In Short

By Tim Winterstein

By the time you read this, I will be at the 19th annual Newport Beach Film Festival. Since I started attending with my brother, Jay, six or seven years ago, one of the things that I’ve come to appreciate is the short film program. This will be my second year as a short film programmer, but even before last year, I found that short films were among the more interesting and provocative films I saw. In fact, short films often make a film festival worthwhile because you’re unlikely to see many of them anywhere else.

Sometimes shorts are made to secure funding for a feature film. Sometimes they’re made as a side-project to get a filmmaker’s name out there. Sometimes they’re made as a labor of love, simply because there’s an idea there. But short films don’t usually make any money. Except at film festivals, short films are rarely seen in theaters. You can find them more often now on streaming services, but they still are not nearly as prevalent as features.

You have to tell the story in a different way from a feature if you make a short film, similar to the difference between a novel and a short story. You don’t have the luxury of letting a narrative develop over 90 minutes. Very often, if the opening scene of a short doesn’t set the tone immediately, it’s not going to be successful.

I watched more than 300 short films this year, and there were maybe a dozen that will stick in my mind. It’s hard not to be derivative, and the problems that plague bad features plague bad shorts. But one of the best things is that if you don’t like a given film, it’s over relatively quickly and you’re on to another film. Even so, there are some great ones that were accepted into the NBFF (as well as some great ones that were not).

I’m happy to have all of the films I’m programming, but I think you should especially keep an eye out on Vimeo, YouTube, or iTunes for these:

All Exchanges Final is a frequently funny and wry film that imagines what it would be like if you could exchange your life for the life of a terminally ill person. What is the actual value of human life, and who decides what that value is? It’s playing with four other shorts on Saturday at 3:30 pm.

I love Scandinavian films, so anything that takes place in dark, snowy, remote places automatically gains some points with me. Of the films I’m programming, the Norwegian film Seven is one that struck me. Tiny religious sects, arcane punishments, and ingenious ways of deciding cases all come together in a spare, minimal setting on a large lake surrounded by mountains. It’s playing with five other shorts on Sunday at 1:15 pm.

Hotel Room is a well-made and twisting examination of the ways that human lives interact beyond what any one person can understand or control. What effects do our decisions have on other people? What if we had made different decisions? The answers to those questions might be beyond us, but Hotel Room is effective in making us think about them. It plays with five other shorts on Sunday at 3:30 pm.

I think that unique films, even if they are divisive, strange, or hard to understand, deserve to be seen. So I’m glad I get to program the Short and Surreal block. Ovum is a film without dialogue but is evocative of taking opportunities when they are presented and chasing down impossible outcomes. The strangest film I saw this year (and for that reason I had to have it) was Sea Monster. It’s a metaphor for dealing with trauma, but is the woman a killer (my interpretation)? Is it a miscarriage? What is actually going on? But the feel and sound are both great. These play with five other films on Tuesday at 6 pm.

Finally, of the films I’m programming, there is a Russian film called The Monk and an Australian film called Cold Hearts that tell great short stories but also evoke the places where they’re made. Cold Hearts, like Seven, is about justice and what actually makes for it. The Monk reminds me of The Island and explores the nature of forgiveness in the context of an irreparably broken marriage. These play with four other shorts on Tuesday at 8:30 pm.

There is one other short playing this year that I’m not programming, but it is perhaps the one that’s stuck with me the longest. Another Scandinavian film (also from Norway), You’ve made your bed, now lie in it is really about what things we hold on to in this life and whether revenge is worth the trouble it causes, including the damage to ourselves. (I liked it so much, I used it in a sermon here.) It’s playing with four other shorts on Saturday at 1:15 pm.

If you have the opportunity to see short films at a film festival, take the chance. You’ll see things you’d likely not otherwise see, and a short film block is a completely different kind of experience from a feature. And if you’re close to Newport Beach this coming week, come say hi. Maybe I have an extra film ticket lying around.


» **Task prompt**: What is needed is a verbatim copy of each record below.

^^^^^^^^^^^^^^^^

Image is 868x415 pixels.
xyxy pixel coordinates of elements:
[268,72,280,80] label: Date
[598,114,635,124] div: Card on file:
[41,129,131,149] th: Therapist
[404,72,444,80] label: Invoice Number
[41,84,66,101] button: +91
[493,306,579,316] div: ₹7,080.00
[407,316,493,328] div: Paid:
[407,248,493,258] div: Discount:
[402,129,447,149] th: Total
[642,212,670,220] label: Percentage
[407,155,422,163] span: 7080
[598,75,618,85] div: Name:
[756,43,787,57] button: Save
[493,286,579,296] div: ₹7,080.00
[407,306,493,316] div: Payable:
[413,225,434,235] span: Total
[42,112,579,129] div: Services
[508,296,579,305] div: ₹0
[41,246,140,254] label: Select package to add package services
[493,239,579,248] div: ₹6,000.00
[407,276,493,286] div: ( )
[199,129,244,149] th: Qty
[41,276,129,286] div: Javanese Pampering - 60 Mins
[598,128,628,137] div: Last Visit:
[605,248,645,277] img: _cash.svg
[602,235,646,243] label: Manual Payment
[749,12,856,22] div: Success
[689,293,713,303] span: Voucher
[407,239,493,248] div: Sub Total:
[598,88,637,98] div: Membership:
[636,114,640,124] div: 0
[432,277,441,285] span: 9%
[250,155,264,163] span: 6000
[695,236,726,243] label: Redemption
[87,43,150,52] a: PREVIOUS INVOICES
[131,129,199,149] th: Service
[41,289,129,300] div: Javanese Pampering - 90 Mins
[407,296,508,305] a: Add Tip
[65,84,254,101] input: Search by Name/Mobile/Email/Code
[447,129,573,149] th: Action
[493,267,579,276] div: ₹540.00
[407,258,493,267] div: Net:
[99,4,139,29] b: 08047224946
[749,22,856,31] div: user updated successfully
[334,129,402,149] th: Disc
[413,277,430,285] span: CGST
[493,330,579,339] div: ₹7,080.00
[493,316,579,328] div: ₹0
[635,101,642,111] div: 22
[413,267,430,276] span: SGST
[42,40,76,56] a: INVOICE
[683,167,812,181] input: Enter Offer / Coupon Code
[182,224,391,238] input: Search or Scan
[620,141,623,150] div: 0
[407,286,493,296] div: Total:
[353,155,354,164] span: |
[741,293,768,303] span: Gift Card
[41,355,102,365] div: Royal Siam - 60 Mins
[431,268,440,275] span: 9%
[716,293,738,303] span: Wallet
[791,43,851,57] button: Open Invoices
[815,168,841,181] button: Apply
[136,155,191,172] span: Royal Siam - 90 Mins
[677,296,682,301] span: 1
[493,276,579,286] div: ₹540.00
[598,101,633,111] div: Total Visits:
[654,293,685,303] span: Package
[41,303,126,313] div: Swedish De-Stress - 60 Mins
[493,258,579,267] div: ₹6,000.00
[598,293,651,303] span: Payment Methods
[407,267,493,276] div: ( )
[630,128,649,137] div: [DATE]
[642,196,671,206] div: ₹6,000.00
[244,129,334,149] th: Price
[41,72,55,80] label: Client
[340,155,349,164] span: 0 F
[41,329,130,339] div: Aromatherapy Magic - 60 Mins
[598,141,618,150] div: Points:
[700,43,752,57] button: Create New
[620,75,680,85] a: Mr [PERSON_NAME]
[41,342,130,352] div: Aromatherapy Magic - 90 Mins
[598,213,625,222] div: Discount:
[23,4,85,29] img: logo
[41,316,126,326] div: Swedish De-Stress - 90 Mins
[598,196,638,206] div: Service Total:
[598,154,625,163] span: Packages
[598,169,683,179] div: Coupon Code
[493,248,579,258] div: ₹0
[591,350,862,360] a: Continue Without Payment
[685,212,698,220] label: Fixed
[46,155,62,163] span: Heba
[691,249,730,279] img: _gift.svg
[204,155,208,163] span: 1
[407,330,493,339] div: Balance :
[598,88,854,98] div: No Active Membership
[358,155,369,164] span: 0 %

^^^^^^^^^^^^^^^^

» **Your response**:
Image is 868x415 pixels.
xyxy pixel coordinates of elements:
[268,72,280,80] label: Date
[598,114,635,124] div: Card on file:
[41,129,131,149] th: Therapist
[404,72,444,80] label: Invoice Number
[41,84,66,101] button: +91
[493,306,579,316] div: ₹7,080.00
[407,316,493,328] div: Paid:
[407,248,493,258] div: Discount:
[402,129,447,149] th: Total
[642,212,670,220] label: Percentage
[407,155,422,163] span: 7080
[598,75,618,85] div: Name:
[756,43,787,57] button: Save
[493,286,579,296] div: ₹7,080.00
[407,306,493,316] div: Payable:
[413,225,434,235] span: Total
[42,112,579,129] div: Services
[508,296,579,305] div: ₹0
[41,246,140,254] label: Select package to add package services
[493,239,579,248] div: ₹6,000.00
[407,276,493,286] div: ( )
[199,129,244,149] th: Qty
[41,276,129,286] div: Javanese Pampering - 60 Mins
[598,128,628,137] div: Last Visit:
[605,248,645,277] img: _cash.svg
[602,235,646,243] label: Manual Payment
[749,12,856,22] div: Success
[689,293,713,303] span: Voucher
[407,239,493,248] div: Sub Total:
[598,88,637,98] div: Membership:
[636,114,640,124] div: 0
[432,277,441,285] span: 9%
[250,155,264,163] span: 6000
[695,236,726,243] label: Redemption
[87,43,150,52] a: PREVIOUS INVOICES
[131,129,199,149] th: Service
[41,289,129,300] div: Javanese Pampering - 90 Mins
[407,296,508,305] a: Add Tip
[65,84,254,101] input: Search by Name/Mobile/Email/Code
[447,129,573,149] th: Action
[493,267,579,276] div: ₹540.00
[407,258,493,267] div: Net:
[99,4,139,29] b: 08047224946
[749,22,856,31] div: user updated successfully
[334,129,402,149] th: Disc
[413,277,430,285] span: CGST
[493,330,579,339] div: ₹7,080.00
[493,316,579,328] div: ₹0
[635,101,642,111] div: 22
[413,267,430,276] span: SGST
[42,40,76,56] a: INVOICE
[683,167,812,181] input: Enter Offer / Coupon Code
[182,224,391,238] input: Search or Scan
[620,141,623,150] div: 0
[407,286,493,296] div: Total:
[353,155,354,164] span: |
[741,293,768,303] span: Gift Card
[41,355,102,365] div: Royal Siam - 60 Mins
[431,268,440,275] span: 9%
[716,293,738,303] span: Wallet
[791,43,851,57] button: Open Invoices
[815,168,841,181] button: Apply
[136,155,191,172] span: Royal Siam - 90 Mins
[677,296,682,301] span: 1
[493,276,579,286] div: ₹540.00
[598,101,633,111] div: Total Visits:
[654,293,685,303] span: Package
[41,303,126,313] div: Swedish De-Stress - 60 Mins
[493,258,579,267] div: ₹6,000.00
[598,293,651,303] span: Payment Methods
[407,267,493,276] div: ( )
[630,128,649,137] div: [DATE]
[642,196,671,206] div: ₹6,000.00
[244,129,334,149] th: Price
[41,72,55,80] label: Client
[340,155,349,164] span: 0 F
[41,329,130,339] div: Aromatherapy Magic - 60 Mins
[598,141,618,150] div: Points:
[700,43,752,57] button: Create New
[620,75,680,85] a: Mr [PERSON_NAME]
[41,342,130,352] div: Aromatherapy Magic - 90 Mins
[598,213,625,222] div: Discount:
[23,4,85,29] img: logo
[41,316,126,326] div: Swedish De-Stress - 90 Mins
[598,196,638,206] div: Service Total:
[598,154,625,163] span: Packages
[598,169,683,179] div: Coupon Code
[493,248,579,258] div: ₹0
[591,350,862,360] a: Continue Without Payment
[685,212,698,220] label: Fixed
[46,155,62,163] span: Heba
[691,249,730,279] img: _gift.svg
[204,155,208,163] span: 1
[407,330,493,339] div: Balance :
[598,88,854,98] div: No Active Membership
[358,155,369,164] span: 0 %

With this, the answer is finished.